With Alcatraz prison and the jaw-dropping Golden Gate Bridge as the backdrop, here’s what
Alex Clarke
learned from Marketo’s annual Marketing Nation Summit in San Francisco
In April, I had the pleasure of jetting halfway across the world from London to San Francisco for Marketo’s annual Marketing Nation Summit. This year, Marketo was immensely keen to push the concept of the ‘engagement economy’: the idea that behind every purchase order in B2B, there’s a human on the other side, and that to nurture these people, we need to engage them as humans.
Between cycling across the Golden Gate Bridge, listening in awe to celebrity keynotes James Corden and Queen Latifah, and exploring the cellblocks of Alcatraz, here’s what I learned about Marketo’s engagement economy, and more specifically, how to win the hearts and minds of your customers by employing the three As of customer experience.
1. The art of the storytelling
‘Luxury – Performance – Engineering’ – which brand springs to mind? If you instantly thought Tesla, you’ve got something in common with majority of the 6500 conference attendees. If, like me, you thought Aston Martin, then you’re clearly a little too obsessed with James Bond and British car manufacturing.
Let’s try another one. ‘Different – Creative – Beautiful product’. The correct answer (with clearly no room for subjectivity) is, of course, Apple. Tesla and Apple have both achieved stand-out acclaim through the emotional attachment that customers have with their products, and have therefore become synonymous with, let’s face it, some pretty complimentary adjectives.

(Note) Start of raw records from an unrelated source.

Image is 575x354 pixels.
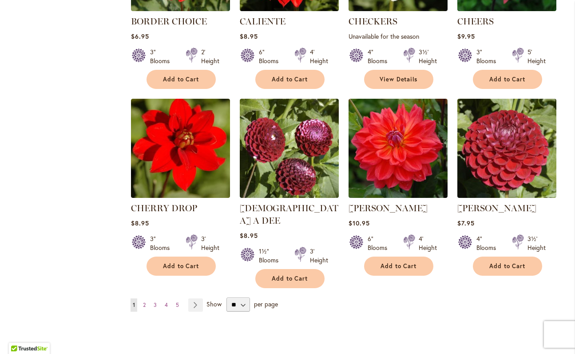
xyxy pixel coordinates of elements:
div: 3' Height [201,234,220,252]
span: 2 [143,301,146,308]
a: CHICK A DEE [240,191,339,200]
a: 5 [174,298,181,311]
button: Add to Cart [473,256,543,275]
a: CHECKERS [349,4,448,13]
div: 3" Blooms [150,234,175,252]
div: 1½" Blooms [259,247,284,264]
div: 3" Blooms [150,48,175,65]
img: CHICK A DEE [240,99,339,198]
div: 3½' Height [528,234,546,252]
button: Add to Cart [364,256,434,275]
div: 3½' Height [419,48,437,65]
button: Add to Cart [255,70,325,89]
div: 4" Blooms [477,234,502,252]
span: Add to Cart [490,262,526,270]
span: $8.95 [131,219,149,227]
button: Add to Cart [147,256,216,275]
span: $7.95 [458,219,475,227]
span: Add to Cart [163,76,200,83]
img: CORNEL [458,99,557,198]
button: Add to Cart [473,70,543,89]
span: $8.95 [240,32,258,40]
div: 4' Height [419,234,437,252]
a: BORDER CHOICE [131,16,207,27]
a: CHEERS [458,16,494,27]
div: 4' Height [310,48,328,65]
a: [PERSON_NAME] [349,203,428,213]
a: View Details [364,70,434,89]
div: 4" Blooms [368,48,393,65]
a: [DEMOGRAPHIC_DATA] A DEE [240,203,339,226]
a: CALIENTE [240,4,339,13]
span: Add to Cart [490,76,526,83]
a: COOPER BLAINE [349,191,448,200]
span: Add to Cart [381,262,417,270]
span: 4 [165,301,168,308]
a: 4 [163,298,170,311]
button: Add to Cart [147,70,216,89]
span: $8.95 [240,231,258,240]
a: CORNEL [458,191,557,200]
span: 1 [133,301,135,308]
span: View Details [380,76,418,83]
a: [PERSON_NAME] [458,203,537,213]
div: 3" Blooms [477,48,502,65]
iframe: Launch Accessibility Center [7,322,32,347]
span: Add to Cart [163,262,200,270]
span: Add to Cart [272,275,308,282]
p: Unavailable for the season [349,32,448,40]
a: 2 [141,298,148,311]
div: 3' Height [310,247,328,264]
img: CHERRY DROP [131,99,230,198]
a: CALIENTE [240,16,286,27]
a: 3 [152,298,159,311]
span: $6.95 [131,32,149,40]
a: CHERRY DROP [131,203,197,213]
a: CHERRY DROP [131,191,230,200]
span: 5 [176,301,179,308]
a: CHEERS [458,4,557,13]
button: Add to Cart [255,269,325,288]
span: Add to Cart [272,76,308,83]
a: CHECKERS [349,16,398,27]
span: 3 [154,301,157,308]
span: per page [254,299,278,308]
div: 5' Height [528,48,546,65]
span: $9.95 [458,32,475,40]
span: $10.95 [349,219,370,227]
a: BORDER CHOICE [131,4,230,13]
img: COOPER BLAINE [349,99,448,198]
span: Show [207,299,222,308]
div: 6" Blooms [368,234,393,252]
div: 2' Height [201,48,220,65]
div: 6" Blooms [259,48,284,65]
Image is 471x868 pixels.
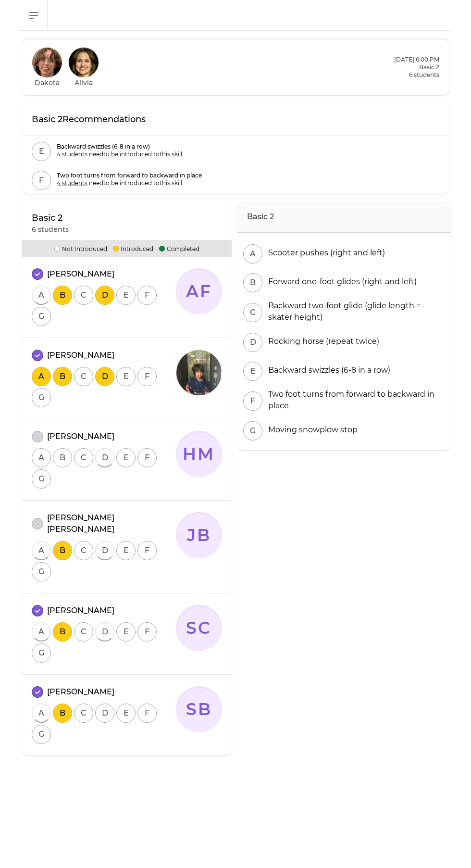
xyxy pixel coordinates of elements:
[57,171,202,179] p: Two foot turns from forward to backward in place
[47,349,115,361] p: [PERSON_NAME]
[53,449,72,468] button: B
[395,64,439,71] h2: Basic 2
[243,333,263,352] button: D
[95,367,115,386] button: D
[32,725,51,744] button: G
[137,704,157,723] button: F
[32,171,51,190] button: F
[32,518,43,529] button: attendance
[116,704,135,723] button: E
[113,244,154,253] p: Introduced
[32,622,51,641] button: A
[243,361,263,381] button: E
[32,269,43,280] button: attendance
[74,449,93,468] button: C
[183,444,215,464] text: HM
[32,431,43,442] button: attendance
[32,142,51,161] button: E
[95,449,115,468] button: D
[32,307,51,326] button: G
[74,286,93,305] button: C
[116,449,135,468] button: E
[57,143,182,150] p: Backward swizzles (6-8 in a row)
[47,512,176,535] p: [PERSON_NAME] [PERSON_NAME]
[95,286,115,305] button: D
[95,622,115,641] button: D
[53,367,72,386] button: B
[264,336,380,347] div: Rocking horse (repeat twice)
[32,349,43,361] button: attendance
[74,78,93,88] h1: Alivia
[264,388,446,412] div: Two foot turns from forward to backward in place
[264,300,446,323] div: Backward two-foot glide (glide length = skater height)
[186,699,212,719] text: SB
[32,605,43,616] button: attendance
[116,541,135,560] button: E
[47,605,115,616] p: [PERSON_NAME]
[53,622,72,641] button: B
[264,247,385,259] div: Scooter pushes (right and left)
[137,622,157,641] button: F
[57,179,88,186] span: 4 students
[32,113,146,126] p: Basic 2 Recommendations
[32,286,51,305] button: A
[186,281,212,302] text: AF
[243,422,263,441] button: G
[237,201,451,233] h2: Basic 2
[186,525,212,546] text: JB
[53,286,72,305] button: B
[159,244,200,253] p: Completed
[32,562,51,582] button: G
[32,541,51,560] button: A
[57,150,182,158] p: need to be introduced to this skill
[32,449,51,468] button: A
[395,56,439,64] h2: [DATE] 6:00 PM
[57,150,88,158] span: 4 students
[137,449,157,468] button: F
[53,704,72,723] button: B
[137,286,157,305] button: F
[74,622,93,641] button: C
[264,365,390,376] div: Backward swizzles (6-8 in a row)
[32,367,51,386] button: A
[35,78,59,88] h1: Dakota
[32,704,51,723] button: A
[243,244,263,264] button: A
[243,274,263,293] button: B
[116,286,135,305] button: E
[243,303,263,322] button: C
[53,541,72,560] button: B
[116,367,135,386] button: E
[55,244,107,253] p: Not Introduced
[47,431,115,442] p: [PERSON_NAME]
[116,622,135,641] button: E
[137,541,157,560] button: F
[243,392,263,411] button: F
[264,276,416,288] div: Forward one-foot glides (right and left)
[32,687,43,698] button: attendance
[47,687,115,698] p: [PERSON_NAME]
[74,541,93,560] button: C
[264,424,358,436] div: Moving snowplow stop
[395,71,439,79] p: 6 students
[95,704,115,723] button: D
[74,367,93,386] button: C
[47,269,115,280] p: [PERSON_NAME]
[186,618,212,638] text: SC
[32,225,69,235] p: 6 students
[95,541,115,560] button: D
[32,388,51,407] button: G
[137,367,157,386] button: F
[32,211,69,225] p: Basic 2
[32,469,51,489] button: G
[74,704,93,723] button: C
[57,179,202,187] p: need to be introduced to this skill
[32,643,51,663] button: G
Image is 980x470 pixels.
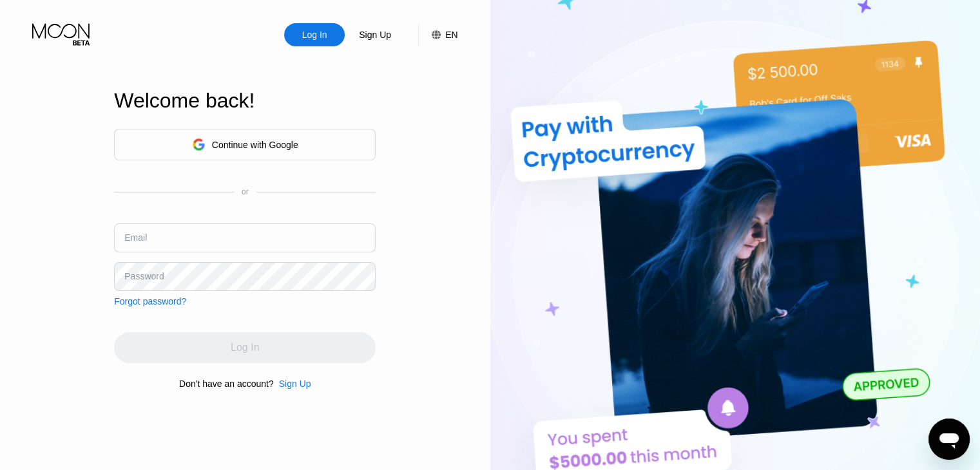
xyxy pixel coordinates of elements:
div: or [241,187,249,196]
div: Password [124,271,164,281]
div: EN [445,30,458,40]
div: Forgot password? [114,296,186,306]
div: Sign Up [279,378,311,389]
div: Continue with Google [212,140,299,150]
div: Log In [284,23,344,47]
div: Sign Up [274,378,311,389]
iframe: Button to launch messaging window [928,418,970,460]
div: Don't have an account? [179,378,274,389]
div: Continue with Google [114,129,376,161]
div: Log In [301,28,329,41]
div: Sign Up [344,23,405,47]
div: Email [124,232,147,243]
div: EN [418,23,458,47]
div: Welcome back! [114,89,376,113]
div: Sign Up [358,28,393,41]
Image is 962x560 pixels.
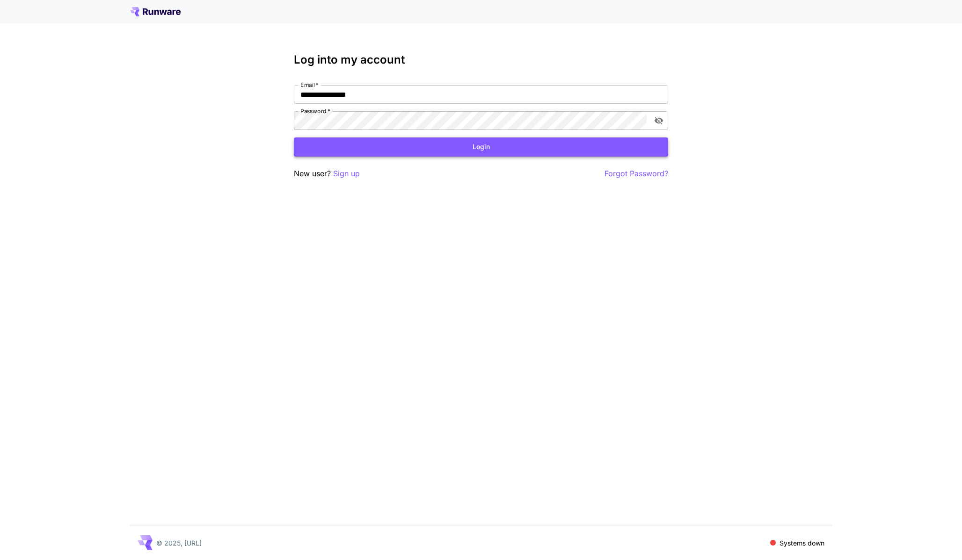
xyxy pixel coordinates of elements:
[650,112,667,129] button: toggle password visibility
[156,538,201,548] p: © 2025, [URL]
[293,137,668,157] button: Login
[300,107,330,115] label: Password
[779,538,824,548] p: Systems down
[333,168,360,179] button: Sign up
[293,168,360,179] p: New user?
[293,53,668,66] h3: Log into my account
[300,81,318,89] label: Email
[605,168,668,179] button: Forgot Password?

The customer now dictates how they’re sold to, when they’re sold to, and on what device they’re sold to
More importantly, their success is down to the realisation that creating a true bond with your customer goes beyond data. As Marketo’s former CMO Chandar Pattabhiram asserted during day two’s morning keynote, to win the hearts and minds of your customers: “Be interesting, be authentic, and be relevant.”
Tesla and Apple have won this battle because they followed this mantra, and in doing so have become icons for their respective industries.
2. Adaptive engagement
A message Marketo was keen to hammer home throughout the conference was the realisation that marketers no longer ‘run the show’. The customer now dictates how they’re sold to, when they’re sold to, and on what device they’re sold to. And for this reason, marketers need to adapt: they need to listen, learn, and engage at scale.
Chandar raised a pertinent question: “How many of us in our respective marketing teams are spending money on anything outside of acquisition marketing?” In other words, how much emphasis do B2B marketers really place on cross-sell, adoption, retention and customer growth? Research from CMO Club and Deloitte sadly reveals that only 13% of marketers allocate budget to retention strategies, leaving the remaining 87% purely focused on acquisition.
The theory of adaptive engagement is about acting across the entire customer lifecycle, combining the art of marketing with the science of data, and finally, shifting focus away from MQLs like leads and impressions towards engagement metrics that prove marketers are providing lifetime value for their customers, and in doing so creating customers for life.
3. Advocacy
First off, let’s clear up a common misconception: advocacy is not loyalty. As Chandar pointed out, he’s flown with the same airline for the last 15 years, racked up an impressive 400,000 miles, and used it for the majority of his business trips. But does that make him an advocate of this particular airline?
Chandar explained that an advocate is someone who’s so passionate about your brand that they’d be willing to do whatever it takes to make sure their experience with you never changes. And the brand should always adopt the same mentality.
But how do you create the distinction between loyalty and advocacy? The answer, as Chandar revealed, is through your employees. “Your best brand advocates are the folks who sit next to you every day in your office. When you build brand advocacy, you should be doing it from the inside out, rather than the outside in.
“Happy employees make happy customers, and passionate employees make passionate customers. That’s how great brand advocacy is built.”